Negotiating Trail Runner's UTMB coverage is a serpentine up-and-down journey in itself
Zoe Rom, ever eager to demand better compensation for the digital labor done by Wokish women, exemplifies why Wokish women should exit the digital workforce altogether, sobbing and all
The Ultra-Trail du Mont-Blanc (UTMB), based in Chamonix, France, is perhaps the most competitive trail ultramarathon in the world. This approximately 170-kilometer (106-mile) contest includes over a football field’s worth of vertical gain per overland mile, or over 10,000 meters of climbing in all. The route’s highest points rise well over 8,000 feet above sea level. And the race colloquially called “UTMB” is actually the main attraction of a seven-footrace extravaganza, with none of these qualifying by any reasonable standard as a lower-card fun-run.
All of this is inarguably absurd. Most people who run primarily on roads rarely if ever cover a one-mile stretch of asphalt that picks up 330 or more feet of elevation. Sustained road grades in excess of six percent aren’t even that easy to find in most U.S. states. let alone run up. It is therefore not difficult to see why this march into the maw of masochism is a massive draw to ultramarathon runners. It’s not just the allure of inescapable pain; according to some, no spot on Earth reasonably safe for running offers better summertime views than the Alps.
Trail Runner decided to honor this year’s marquee contest, which starts on September 1, with extremely challenging coverage. In fact, this coverage seems structured in a way to leave the majority readers unable to complete it. Just as a runner needs unusual levels of both fitness and determination to have any hope of even completing the punishing UTMB layout, which explores portions of the Alps in Switzerland and Italy as well as those in France, a reader has to be both laser-focused and adroit just to negotiate these articles without incurring a migraine.
Below is a snapshot of part of the Trail Runner homepage, created at just before 4:20 p.m. U.S. Stoner Daylight Time this afternoon. The site’s two most recently posted articles at that juncture were allegedly a guide to this year’s UTMB and a guide to last year’s UTMB.
Clicking on the link to the purported 2023 UTMB guide leads to a page that looks like the image below. One can, if adventurous, scroll down and see a veritable cornucopia of other titles related to the event.
Clicking on the image-link to Trail Runner editor-in-chief Zoe Rom’s story does in fact produce the loading of a page containing an article titled “Trail Runner’s Guide to UTMB 2023” with a publication date of August 14, 2023. So far, so good.
But a couple of paragraphs in, I was shartled (i.e., somewhere between startled and shocked) to see that Courtney Dauwalter had supposedly turned down the chance to win her third straight UTMB, especially given that I recalled the 2022 female UTMB winner being an American, but not someone surnamed Dauwalter.
Well, for once in my life, I was right and someone at Trail Runner was wrong. Finally!
Obviously, Trail Runner’s “2023” guide is from a year ago. And clicking on the second link on the home page, “Trail Runner’s Ultimate Guide to UTMB 2022,” leads to the same 2022 guide. But while this retains the correct year, it’s still confusing to people hunting for whatever reason for last year’s guide, because the article has yesterday’s date at the top of it.
Meanwhile, clicking on the text that reads “from OUTSIDE ONLINE” in the 2022 guide leads to a different preview by Rom of the 2022 UTMB event. Fittingly, the title includes the phrase “Trail Runner’s guide,” even though this piece is—for those with short memories—purportedly “from OUTSIDE ONLINE.”
For those more interested in straight-up UTMB coverage than in solving editorial mysteries, RUN247 has a comprehensive post about the races, which I’ll have forgotten exist well before they comes to pass in just over two weeks.
As always, I have to marvel at the dynamic established by the most prominent female employees or favorites of today’s running media. Rom, Alison Desir, and Emilia Benton are only a few of the women who have repeatedly executed the following Wokish script since early 2020 or so:
Publicly derogate white males as a category (okay, okay, you caught me; sometimes the target is all white people) without apology, consequence, or pushback from within the industry;
Declare yourself part of a sociological, aerobic, scientific, literary, and vocational revolution;
Ignore, to the fullest extent possible, the white male(s) and others who demonstrate(s) not just glaring insufficiencies but galactic incompetence in all of the areas you claim to be revolutionizing, often packaging their criticism with exaggerated, piss-taking, misogynistic, race-baiting, fat-bashing. ass-gnashing triumph (i.e., while speaking your language);
Repeat—despite an increasingly crippling burden of poorly concealed shame— every one of the steps above, often even doubling down on your “I RULE!!!” stance in your social-media bubbles; after all, the checks from the grifting keep rolling in, and you can generally point to a host of people in the industry more degraded than yourself even if you’re an inarticulate, intellectually lazy-to-enfeebled, craven blob of false bravado.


■ **Directions**:
All of the data is to be copied without a single change.

■ **Data for the task**:
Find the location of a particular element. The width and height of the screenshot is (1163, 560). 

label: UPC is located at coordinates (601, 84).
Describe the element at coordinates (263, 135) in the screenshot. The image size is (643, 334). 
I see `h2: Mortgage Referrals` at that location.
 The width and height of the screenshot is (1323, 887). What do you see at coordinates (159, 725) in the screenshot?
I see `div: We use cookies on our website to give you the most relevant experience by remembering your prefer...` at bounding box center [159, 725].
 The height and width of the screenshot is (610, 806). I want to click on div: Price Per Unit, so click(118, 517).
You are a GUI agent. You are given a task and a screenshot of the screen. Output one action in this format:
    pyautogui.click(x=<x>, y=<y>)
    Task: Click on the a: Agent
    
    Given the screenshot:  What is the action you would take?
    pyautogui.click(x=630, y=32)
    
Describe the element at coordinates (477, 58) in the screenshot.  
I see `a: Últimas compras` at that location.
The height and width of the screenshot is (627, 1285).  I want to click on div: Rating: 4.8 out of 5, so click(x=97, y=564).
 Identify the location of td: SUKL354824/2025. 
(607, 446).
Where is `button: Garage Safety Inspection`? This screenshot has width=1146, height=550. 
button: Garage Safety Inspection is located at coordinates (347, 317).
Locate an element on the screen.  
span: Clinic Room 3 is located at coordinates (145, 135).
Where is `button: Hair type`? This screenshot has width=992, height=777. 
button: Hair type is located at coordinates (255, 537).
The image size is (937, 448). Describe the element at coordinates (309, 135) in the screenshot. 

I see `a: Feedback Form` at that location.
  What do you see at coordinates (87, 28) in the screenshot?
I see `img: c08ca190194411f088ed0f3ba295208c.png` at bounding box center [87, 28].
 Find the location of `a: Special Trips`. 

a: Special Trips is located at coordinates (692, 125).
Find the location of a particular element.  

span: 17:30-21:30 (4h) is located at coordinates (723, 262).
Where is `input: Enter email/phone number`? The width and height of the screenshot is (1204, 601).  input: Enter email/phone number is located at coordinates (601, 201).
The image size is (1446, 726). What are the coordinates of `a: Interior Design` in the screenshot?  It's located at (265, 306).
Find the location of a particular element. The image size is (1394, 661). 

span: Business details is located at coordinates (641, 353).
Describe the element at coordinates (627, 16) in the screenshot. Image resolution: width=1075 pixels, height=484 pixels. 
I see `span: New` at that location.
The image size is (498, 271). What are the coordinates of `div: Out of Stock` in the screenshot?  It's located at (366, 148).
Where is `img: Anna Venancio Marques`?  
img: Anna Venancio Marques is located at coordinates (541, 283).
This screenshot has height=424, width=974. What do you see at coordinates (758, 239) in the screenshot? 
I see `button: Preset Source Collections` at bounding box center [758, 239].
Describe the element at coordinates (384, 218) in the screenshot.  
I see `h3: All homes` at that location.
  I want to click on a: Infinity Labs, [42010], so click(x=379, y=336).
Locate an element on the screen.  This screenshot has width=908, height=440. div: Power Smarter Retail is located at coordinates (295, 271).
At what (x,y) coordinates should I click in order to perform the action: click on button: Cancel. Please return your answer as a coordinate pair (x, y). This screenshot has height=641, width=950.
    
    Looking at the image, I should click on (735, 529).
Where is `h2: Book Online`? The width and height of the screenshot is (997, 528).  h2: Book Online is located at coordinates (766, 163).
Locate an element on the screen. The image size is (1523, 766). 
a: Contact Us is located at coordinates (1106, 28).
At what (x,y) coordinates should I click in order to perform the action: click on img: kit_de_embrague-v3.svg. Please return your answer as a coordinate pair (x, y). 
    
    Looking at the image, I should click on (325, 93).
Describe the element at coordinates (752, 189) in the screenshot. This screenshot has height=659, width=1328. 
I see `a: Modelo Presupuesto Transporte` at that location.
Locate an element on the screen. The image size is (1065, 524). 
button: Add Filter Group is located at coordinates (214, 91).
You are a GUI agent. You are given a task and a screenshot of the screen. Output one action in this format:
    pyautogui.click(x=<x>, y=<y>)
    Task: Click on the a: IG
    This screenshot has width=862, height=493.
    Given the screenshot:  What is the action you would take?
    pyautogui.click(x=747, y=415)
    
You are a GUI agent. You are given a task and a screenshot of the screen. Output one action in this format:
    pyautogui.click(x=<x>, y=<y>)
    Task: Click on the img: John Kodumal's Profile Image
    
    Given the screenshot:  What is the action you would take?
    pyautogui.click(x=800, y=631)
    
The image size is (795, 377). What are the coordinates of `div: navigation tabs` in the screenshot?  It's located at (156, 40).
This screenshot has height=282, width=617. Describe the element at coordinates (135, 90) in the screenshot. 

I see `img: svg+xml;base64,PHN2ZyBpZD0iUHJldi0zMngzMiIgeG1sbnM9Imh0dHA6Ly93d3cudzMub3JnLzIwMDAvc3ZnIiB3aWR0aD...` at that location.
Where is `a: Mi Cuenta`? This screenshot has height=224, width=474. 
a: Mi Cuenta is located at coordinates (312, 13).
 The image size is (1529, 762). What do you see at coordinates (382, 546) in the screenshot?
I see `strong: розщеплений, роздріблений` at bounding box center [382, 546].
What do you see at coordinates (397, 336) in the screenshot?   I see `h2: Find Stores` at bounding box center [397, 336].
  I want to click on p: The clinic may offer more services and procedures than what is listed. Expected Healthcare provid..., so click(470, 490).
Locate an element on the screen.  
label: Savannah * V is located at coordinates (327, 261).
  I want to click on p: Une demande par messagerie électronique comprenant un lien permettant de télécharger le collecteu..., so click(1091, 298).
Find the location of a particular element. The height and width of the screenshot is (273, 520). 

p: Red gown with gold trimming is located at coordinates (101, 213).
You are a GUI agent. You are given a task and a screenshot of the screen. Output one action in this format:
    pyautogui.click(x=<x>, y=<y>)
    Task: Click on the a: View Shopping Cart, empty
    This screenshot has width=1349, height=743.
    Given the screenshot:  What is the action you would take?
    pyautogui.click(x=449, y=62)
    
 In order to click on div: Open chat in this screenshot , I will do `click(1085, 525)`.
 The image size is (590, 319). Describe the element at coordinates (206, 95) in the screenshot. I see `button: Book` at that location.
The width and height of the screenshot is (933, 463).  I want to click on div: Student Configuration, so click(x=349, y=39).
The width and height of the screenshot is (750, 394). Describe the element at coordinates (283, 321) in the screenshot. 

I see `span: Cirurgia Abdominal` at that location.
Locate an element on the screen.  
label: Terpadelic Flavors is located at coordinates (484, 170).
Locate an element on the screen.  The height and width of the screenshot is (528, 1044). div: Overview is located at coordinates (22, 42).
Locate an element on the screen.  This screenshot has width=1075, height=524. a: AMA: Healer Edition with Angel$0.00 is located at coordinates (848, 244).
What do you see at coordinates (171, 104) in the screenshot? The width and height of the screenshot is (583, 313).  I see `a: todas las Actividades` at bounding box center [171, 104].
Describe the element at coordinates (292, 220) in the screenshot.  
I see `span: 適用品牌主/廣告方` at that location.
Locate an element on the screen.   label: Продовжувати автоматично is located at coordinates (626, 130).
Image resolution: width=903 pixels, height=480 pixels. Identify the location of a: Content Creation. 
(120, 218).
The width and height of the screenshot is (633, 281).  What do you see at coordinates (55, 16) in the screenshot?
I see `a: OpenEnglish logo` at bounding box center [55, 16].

■ **Output for this task**:
Find the location of a particular element. The width and height of the screenshot is (1163, 560). 

label: UPC is located at coordinates (601, 84).
Describe the element at coordinates (263, 135) in the screenshot. The image size is (643, 334). 
I see `h2: Mortgage Referrals` at that location.
 The width and height of the screenshot is (1323, 887). What do you see at coordinates (159, 725) in the screenshot?
I see `div: We use cookies on our website to give you the most relevant experience by remembering your prefer...` at bounding box center [159, 725].
 The height and width of the screenshot is (610, 806). I want to click on div: Price Per Unit, so click(118, 517).
You are a GUI agent. You are given a task and a screenshot of the screen. Output one action in this format:
    pyautogui.click(x=<x>, y=<y>)
    Task: Click on the a: Agent
    
    Given the screenshot:  What is the action you would take?
    pyautogui.click(x=630, y=32)
    
Describe the element at coordinates (477, 58) in the screenshot.  
I see `a: Últimas compras` at that location.
The height and width of the screenshot is (627, 1285).  I want to click on div: Rating: 4.8 out of 5, so click(x=97, y=564).
 Identify the location of td: SUKL354824/2025. 
(607, 446).
Where is `button: Garage Safety Inspection`? This screenshot has width=1146, height=550. 
button: Garage Safety Inspection is located at coordinates (347, 317).
Locate an element on the screen.  
span: Clinic Room 3 is located at coordinates (145, 135).
Where is `button: Hair type`? This screenshot has width=992, height=777. 
button: Hair type is located at coordinates (255, 537).
The image size is (937, 448). Describe the element at coordinates (309, 135) in the screenshot. 

I see `a: Feedback Form` at that location.
  What do you see at coordinates (87, 28) in the screenshot?
I see `img: c08ca190194411f088ed0f3ba295208c.png` at bounding box center [87, 28].
 Find the location of `a: Special Trips`. 

a: Special Trips is located at coordinates (692, 125).
Find the location of a particular element.  

span: 17:30-21:30 (4h) is located at coordinates (723, 262).
Where is `input: Enter email/phone number`? The width and height of the screenshot is (1204, 601).  input: Enter email/phone number is located at coordinates (601, 201).
The image size is (1446, 726). What are the coordinates of `a: Interior Design` in the screenshot?  It's located at (265, 306).
Find the location of a particular element. The image size is (1394, 661). 

span: Business details is located at coordinates (641, 353).
Describe the element at coordinates (627, 16) in the screenshot. Image resolution: width=1075 pixels, height=484 pixels. 
I see `span: New` at that location.
The image size is (498, 271). What are the coordinates of `div: Out of Stock` in the screenshot?  It's located at (366, 148).
Where is `img: Anna Venancio Marques`?  
img: Anna Venancio Marques is located at coordinates (541, 283).
This screenshot has height=424, width=974. What do you see at coordinates (758, 239) in the screenshot? 
I see `button: Preset Source Collections` at bounding box center [758, 239].
Describe the element at coordinates (384, 218) in the screenshot.  
I see `h3: All homes` at that location.
  I want to click on a: Infinity Labs, [42010], so click(x=379, y=336).
Locate an element on the screen.  This screenshot has width=908, height=440. div: Power Smarter Retail is located at coordinates (295, 271).
At what (x,y) coordinates should I click in order to perform the action: click on button: Cancel. Please return your answer as a coordinate pair (x, y). This screenshot has height=641, width=950.
    
    Looking at the image, I should click on (735, 529).
Where is `h2: Book Online`? The width and height of the screenshot is (997, 528).  h2: Book Online is located at coordinates (766, 163).
Locate an element on the screen. The image size is (1523, 766). 
a: Contact Us is located at coordinates (1106, 28).
At what (x,y) coordinates should I click in order to perform the action: click on img: kit_de_embrague-v3.svg. Please return your answer as a coordinate pair (x, y). 
    
    Looking at the image, I should click on (325, 93).
Describe the element at coordinates (752, 189) in the screenshot. This screenshot has height=659, width=1328. 
I see `a: Modelo Presupuesto Transporte` at that location.
Locate an element on the screen. The image size is (1065, 524). 
button: Add Filter Group is located at coordinates (214, 91).
You are a GUI agent. You are given a task and a screenshot of the screen. Output one action in this format:
    pyautogui.click(x=<x>, y=<y>)
    Task: Click on the a: IG
    This screenshot has width=862, height=493.
    Given the screenshot:  What is the action you would take?
    pyautogui.click(x=747, y=415)
    
You are a GUI agent. You are given a task and a screenshot of the screen. Output one action in this format:
    pyautogui.click(x=<x>, y=<y>)
    Task: Click on the img: John Kodumal's Profile Image
    
    Given the screenshot:  What is the action you would take?
    pyautogui.click(x=800, y=631)
    
The image size is (795, 377). What are the coordinates of `div: navigation tabs` in the screenshot?  It's located at (156, 40).
This screenshot has height=282, width=617. Describe the element at coordinates (135, 90) in the screenshot. 

I see `img: svg+xml;base64,PHN2ZyBpZD0iUHJldi0zMngzMiIgeG1sbnM9Imh0dHA6Ly93d3cudzMub3JnLzIwMDAvc3ZnIiB3aWR0aD...` at that location.
Where is `a: Mi Cuenta`? This screenshot has height=224, width=474. 
a: Mi Cuenta is located at coordinates (312, 13).
 The image size is (1529, 762). What do you see at coordinates (382, 546) in the screenshot?
I see `strong: розщеплений, роздріблений` at bounding box center [382, 546].
What do you see at coordinates (397, 336) in the screenshot?   I see `h2: Find Stores` at bounding box center [397, 336].
  I want to click on p: The clinic may offer more services and procedures than what is listed. Expected Healthcare provid..., so click(470, 490).
Locate an element on the screen.  
label: Savannah * V is located at coordinates (327, 261).
  I want to click on p: Une demande par messagerie électronique comprenant un lien permettant de télécharger le collecteu..., so click(1091, 298).
Find the location of a particular element. The height and width of the screenshot is (273, 520). 

p: Red gown with gold trimming is located at coordinates (101, 213).
You are a GUI agent. You are given a task and a screenshot of the screen. Output one action in this format:
    pyautogui.click(x=<x>, y=<y>)
    Task: Click on the a: View Shopping Cart, empty
    This screenshot has width=1349, height=743.
    Given the screenshot:  What is the action you would take?
    pyautogui.click(x=449, y=62)
    
 In order to click on div: Open chat in this screenshot , I will do `click(1085, 525)`.
 The image size is (590, 319). Describe the element at coordinates (206, 95) in the screenshot. I see `button: Book` at that location.
The width and height of the screenshot is (933, 463).  I want to click on div: Student Configuration, so click(x=349, y=39).
The width and height of the screenshot is (750, 394). Describe the element at coordinates (283, 321) in the screenshot. 

I see `span: Cirurgia Abdominal` at that location.
Locate an element on the screen.  
label: Terpadelic Flavors is located at coordinates (484, 170).
Locate an element on the screen.  The height and width of the screenshot is (528, 1044). div: Overview is located at coordinates (22, 42).
Locate an element on the screen.  This screenshot has width=1075, height=524. a: AMA: Healer Edition with Angel$0.00 is located at coordinates (848, 244).
What do you see at coordinates (171, 104) in the screenshot? The width and height of the screenshot is (583, 313).  I see `a: todas las Actividades` at bounding box center [171, 104].
Describe the element at coordinates (292, 220) in the screenshot.  
I see `span: 適用品牌主/廣告方` at that location.
Locate an element on the screen.   label: Продовжувати автоматично is located at coordinates (626, 130).
Image resolution: width=903 pixels, height=480 pixels. Identify the location of a: Content Creation. 
(120, 218).
The width and height of the screenshot is (633, 281).  What do you see at coordinates (55, 16) in the screenshot?
I see `a: OpenEnglish logo` at bounding box center [55, 16].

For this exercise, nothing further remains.